NHS: Sustainability and Transformation Plans Debate
Full Debate: Read Full DebateBaroness Wheeler
Main Page: Baroness Wheeler (Labour - Life peer)Department Debates - View all Baroness Wheeler's debates with the Department of Health and Social Care
(7 years, 9 months ago)
Lords ChamberMy noble friend is quite right to bring the attention of the House to the effect of standards. The Care Act 2014 introduced for the first time national standards as well as much greater transparency in the provision of care. What the announcement in the Budget of additional funding for social care allows for is particularly a focus on the interface between the NHS and social care, which is where the issue of delayed transfers can arise. I can provide my noble friend with a reassurance that the Green Paper will be looking at this issue in the round, carrying on from the work done in the Budget to try to address the interface between the social care and health systems.
My Lords, what is the Minister’s response to the key questions asked in the recent King’s Fund progress assessment on how STPs are to be funded and how integrated care is to be delivered in the context of having, in its words, a,
“‘workaround’ … of the complex and fragmented organisational arrangements that are the legacy of the Health and Social Care Act 2012‘”,
and when the NHS is under huge pressure to make £22 billion of efficiency savings and to improve performance? Does this not show that the thinking and modelling behind STPs are deeply flawed?
I am sorry to hear the noble Baroness say that about the STPs, which have received support from the King’s Fund and NHS clinical commissioners. I hope that she is also aware that in the Budget the Chancellor announced £325 million of capital spending to support the strongest STPs, those which are capable of providing the kind of integration she has talked about and are delivering the highest levels of performance.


- YOUR ASSIGNMENT: A stretch of the entries below is to be set down exactly, running from the line with "Image is 635x476 pixels." through the line with "Image is 644x321 pixels.", both included, and no other line.

- Stored items from a collection:
((

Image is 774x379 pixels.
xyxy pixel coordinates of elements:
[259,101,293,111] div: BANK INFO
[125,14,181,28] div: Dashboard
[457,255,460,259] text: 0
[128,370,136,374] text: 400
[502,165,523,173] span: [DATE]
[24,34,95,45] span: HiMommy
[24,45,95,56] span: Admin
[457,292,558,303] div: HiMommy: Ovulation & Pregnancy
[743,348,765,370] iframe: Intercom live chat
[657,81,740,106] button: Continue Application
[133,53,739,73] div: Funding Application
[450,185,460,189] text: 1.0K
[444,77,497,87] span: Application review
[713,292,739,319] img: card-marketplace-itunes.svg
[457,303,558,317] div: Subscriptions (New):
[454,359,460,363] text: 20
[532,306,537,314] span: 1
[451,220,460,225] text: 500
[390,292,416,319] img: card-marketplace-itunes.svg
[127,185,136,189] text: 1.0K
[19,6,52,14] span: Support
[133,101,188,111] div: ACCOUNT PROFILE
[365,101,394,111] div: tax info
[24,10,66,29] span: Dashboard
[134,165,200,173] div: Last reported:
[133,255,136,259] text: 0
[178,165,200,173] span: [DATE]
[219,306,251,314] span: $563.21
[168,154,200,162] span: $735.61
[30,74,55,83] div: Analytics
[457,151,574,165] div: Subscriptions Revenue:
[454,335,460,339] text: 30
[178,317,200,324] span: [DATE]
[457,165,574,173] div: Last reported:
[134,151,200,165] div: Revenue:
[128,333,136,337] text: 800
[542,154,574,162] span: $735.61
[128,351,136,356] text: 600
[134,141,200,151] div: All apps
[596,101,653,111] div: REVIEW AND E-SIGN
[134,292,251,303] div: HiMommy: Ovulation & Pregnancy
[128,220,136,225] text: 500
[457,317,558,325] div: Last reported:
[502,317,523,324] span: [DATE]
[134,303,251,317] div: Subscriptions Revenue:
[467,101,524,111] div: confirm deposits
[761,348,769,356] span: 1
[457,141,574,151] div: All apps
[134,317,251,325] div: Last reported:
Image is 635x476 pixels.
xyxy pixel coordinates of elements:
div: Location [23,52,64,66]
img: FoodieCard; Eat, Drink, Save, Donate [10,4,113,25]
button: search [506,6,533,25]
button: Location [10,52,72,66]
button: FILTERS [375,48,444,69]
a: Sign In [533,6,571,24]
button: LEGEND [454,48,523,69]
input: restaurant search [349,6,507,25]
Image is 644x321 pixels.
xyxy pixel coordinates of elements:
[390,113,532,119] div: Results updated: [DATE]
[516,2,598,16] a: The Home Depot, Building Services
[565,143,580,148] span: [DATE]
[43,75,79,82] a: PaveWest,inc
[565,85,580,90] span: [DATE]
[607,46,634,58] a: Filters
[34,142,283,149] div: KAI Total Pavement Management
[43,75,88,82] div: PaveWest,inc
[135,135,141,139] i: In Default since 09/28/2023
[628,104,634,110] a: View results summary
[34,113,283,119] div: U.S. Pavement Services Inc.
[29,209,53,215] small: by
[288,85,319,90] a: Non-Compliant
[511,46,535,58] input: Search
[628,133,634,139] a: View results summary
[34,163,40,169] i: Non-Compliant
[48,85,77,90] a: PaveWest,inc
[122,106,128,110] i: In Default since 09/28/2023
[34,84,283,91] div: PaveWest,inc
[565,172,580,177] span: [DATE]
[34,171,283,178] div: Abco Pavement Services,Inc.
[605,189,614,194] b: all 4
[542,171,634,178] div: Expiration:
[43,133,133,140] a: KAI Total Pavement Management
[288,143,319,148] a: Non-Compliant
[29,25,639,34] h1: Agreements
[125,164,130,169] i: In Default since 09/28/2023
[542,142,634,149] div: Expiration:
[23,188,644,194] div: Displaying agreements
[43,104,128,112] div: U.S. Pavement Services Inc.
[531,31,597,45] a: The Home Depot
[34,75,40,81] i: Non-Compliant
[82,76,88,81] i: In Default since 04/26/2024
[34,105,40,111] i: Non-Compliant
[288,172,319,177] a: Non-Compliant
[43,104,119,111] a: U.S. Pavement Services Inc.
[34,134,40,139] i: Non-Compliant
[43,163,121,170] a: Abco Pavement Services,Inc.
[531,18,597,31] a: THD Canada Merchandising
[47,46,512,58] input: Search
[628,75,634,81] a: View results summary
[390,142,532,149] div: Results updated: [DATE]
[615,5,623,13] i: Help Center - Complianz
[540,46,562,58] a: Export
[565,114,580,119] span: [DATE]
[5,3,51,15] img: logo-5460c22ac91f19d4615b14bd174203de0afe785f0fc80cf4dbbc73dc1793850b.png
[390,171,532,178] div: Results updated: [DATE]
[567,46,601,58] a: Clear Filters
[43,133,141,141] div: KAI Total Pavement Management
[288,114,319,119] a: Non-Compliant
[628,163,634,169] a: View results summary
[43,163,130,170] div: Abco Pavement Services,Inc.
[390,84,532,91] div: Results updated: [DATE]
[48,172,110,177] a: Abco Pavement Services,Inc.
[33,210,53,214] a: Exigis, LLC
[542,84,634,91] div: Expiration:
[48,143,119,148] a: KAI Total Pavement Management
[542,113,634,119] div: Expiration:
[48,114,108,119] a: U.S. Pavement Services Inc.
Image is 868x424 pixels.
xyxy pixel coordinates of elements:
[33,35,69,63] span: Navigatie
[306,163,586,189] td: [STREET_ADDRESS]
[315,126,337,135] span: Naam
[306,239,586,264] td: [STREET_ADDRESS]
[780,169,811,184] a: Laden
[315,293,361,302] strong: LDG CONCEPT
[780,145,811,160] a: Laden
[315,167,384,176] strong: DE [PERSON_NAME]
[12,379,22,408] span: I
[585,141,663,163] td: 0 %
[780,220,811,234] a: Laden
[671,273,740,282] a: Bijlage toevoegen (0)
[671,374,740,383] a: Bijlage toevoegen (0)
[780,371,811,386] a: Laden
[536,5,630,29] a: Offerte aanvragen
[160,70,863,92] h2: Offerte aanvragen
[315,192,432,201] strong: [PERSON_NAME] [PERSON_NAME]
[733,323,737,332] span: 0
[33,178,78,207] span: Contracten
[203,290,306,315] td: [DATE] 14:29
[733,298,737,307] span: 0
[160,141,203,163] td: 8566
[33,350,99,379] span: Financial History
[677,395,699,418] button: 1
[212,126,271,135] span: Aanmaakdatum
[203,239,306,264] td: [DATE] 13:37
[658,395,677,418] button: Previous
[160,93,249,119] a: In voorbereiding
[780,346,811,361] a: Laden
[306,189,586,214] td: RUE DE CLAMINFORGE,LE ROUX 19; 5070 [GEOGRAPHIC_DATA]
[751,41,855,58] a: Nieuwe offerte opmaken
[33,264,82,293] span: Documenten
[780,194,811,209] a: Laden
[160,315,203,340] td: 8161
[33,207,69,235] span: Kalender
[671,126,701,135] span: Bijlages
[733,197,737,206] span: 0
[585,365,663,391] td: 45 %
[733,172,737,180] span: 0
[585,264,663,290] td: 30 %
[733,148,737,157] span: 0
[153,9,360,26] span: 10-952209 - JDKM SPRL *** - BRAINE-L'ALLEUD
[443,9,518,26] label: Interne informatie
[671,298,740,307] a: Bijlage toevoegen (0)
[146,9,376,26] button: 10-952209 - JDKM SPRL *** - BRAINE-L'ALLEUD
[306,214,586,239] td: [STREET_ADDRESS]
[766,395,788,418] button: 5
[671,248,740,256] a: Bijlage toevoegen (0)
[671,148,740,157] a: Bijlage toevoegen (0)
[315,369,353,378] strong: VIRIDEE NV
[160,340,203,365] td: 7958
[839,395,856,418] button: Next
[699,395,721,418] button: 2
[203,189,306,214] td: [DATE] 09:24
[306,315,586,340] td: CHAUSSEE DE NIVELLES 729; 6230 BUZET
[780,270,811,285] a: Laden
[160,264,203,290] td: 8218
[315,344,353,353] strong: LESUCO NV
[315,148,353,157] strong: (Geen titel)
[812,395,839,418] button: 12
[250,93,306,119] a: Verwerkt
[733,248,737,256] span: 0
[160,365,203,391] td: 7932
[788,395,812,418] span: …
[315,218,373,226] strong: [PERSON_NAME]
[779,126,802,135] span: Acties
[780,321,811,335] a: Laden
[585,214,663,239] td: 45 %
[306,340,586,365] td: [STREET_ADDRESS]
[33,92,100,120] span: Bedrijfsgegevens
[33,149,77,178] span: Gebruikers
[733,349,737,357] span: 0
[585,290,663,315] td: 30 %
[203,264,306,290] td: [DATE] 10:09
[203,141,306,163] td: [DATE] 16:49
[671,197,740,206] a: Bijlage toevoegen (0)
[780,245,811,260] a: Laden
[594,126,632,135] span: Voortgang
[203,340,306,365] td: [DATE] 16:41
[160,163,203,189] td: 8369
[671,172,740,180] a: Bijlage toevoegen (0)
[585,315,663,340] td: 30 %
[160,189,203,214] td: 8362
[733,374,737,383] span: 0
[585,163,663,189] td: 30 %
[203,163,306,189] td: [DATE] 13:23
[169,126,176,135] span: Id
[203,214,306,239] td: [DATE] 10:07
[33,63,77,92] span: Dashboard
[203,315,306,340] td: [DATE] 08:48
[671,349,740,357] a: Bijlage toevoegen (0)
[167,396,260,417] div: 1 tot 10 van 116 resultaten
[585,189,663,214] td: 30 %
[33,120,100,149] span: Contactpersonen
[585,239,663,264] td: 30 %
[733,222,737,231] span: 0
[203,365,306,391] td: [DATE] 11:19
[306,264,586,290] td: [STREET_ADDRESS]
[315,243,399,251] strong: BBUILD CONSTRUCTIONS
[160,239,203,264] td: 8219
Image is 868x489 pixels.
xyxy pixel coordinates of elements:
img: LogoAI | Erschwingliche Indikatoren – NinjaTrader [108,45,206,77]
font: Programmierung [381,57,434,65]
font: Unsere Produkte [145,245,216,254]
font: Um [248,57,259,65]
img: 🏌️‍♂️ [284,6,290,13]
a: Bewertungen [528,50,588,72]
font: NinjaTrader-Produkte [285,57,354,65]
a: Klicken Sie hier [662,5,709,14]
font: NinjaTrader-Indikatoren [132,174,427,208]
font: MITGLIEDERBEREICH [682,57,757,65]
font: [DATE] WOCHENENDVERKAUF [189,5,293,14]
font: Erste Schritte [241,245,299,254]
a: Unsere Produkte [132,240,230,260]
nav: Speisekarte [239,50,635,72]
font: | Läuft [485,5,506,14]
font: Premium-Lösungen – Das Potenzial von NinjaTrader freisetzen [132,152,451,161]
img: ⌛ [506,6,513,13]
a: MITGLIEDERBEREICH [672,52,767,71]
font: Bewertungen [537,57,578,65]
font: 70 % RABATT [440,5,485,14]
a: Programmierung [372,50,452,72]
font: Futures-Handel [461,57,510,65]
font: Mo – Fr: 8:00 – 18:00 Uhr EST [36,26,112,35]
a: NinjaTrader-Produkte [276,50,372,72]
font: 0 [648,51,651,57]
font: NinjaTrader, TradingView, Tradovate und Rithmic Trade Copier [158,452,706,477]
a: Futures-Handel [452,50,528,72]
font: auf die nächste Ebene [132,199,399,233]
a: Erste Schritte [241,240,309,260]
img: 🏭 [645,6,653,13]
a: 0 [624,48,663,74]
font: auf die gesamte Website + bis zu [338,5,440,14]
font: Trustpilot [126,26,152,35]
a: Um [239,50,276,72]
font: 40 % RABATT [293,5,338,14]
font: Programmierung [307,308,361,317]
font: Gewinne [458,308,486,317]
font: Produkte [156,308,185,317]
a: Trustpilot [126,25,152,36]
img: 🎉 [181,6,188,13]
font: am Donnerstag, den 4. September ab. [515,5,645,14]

))

- ANSWER SPACE:
Image is 635x476 pixels.
xyxy pixel coordinates of elements:
div: Location [23,52,64,66]
img: FoodieCard; Eat, Drink, Save, Donate [10,4,113,25]
button: search [506,6,533,25]
button: Location [10,52,72,66]
button: FILTERS [375,48,444,69]
a: Sign In [533,6,571,24]
button: LEGEND [454,48,523,69]
input: restaurant search [349,6,507,25]
Image is 644x321 pixels.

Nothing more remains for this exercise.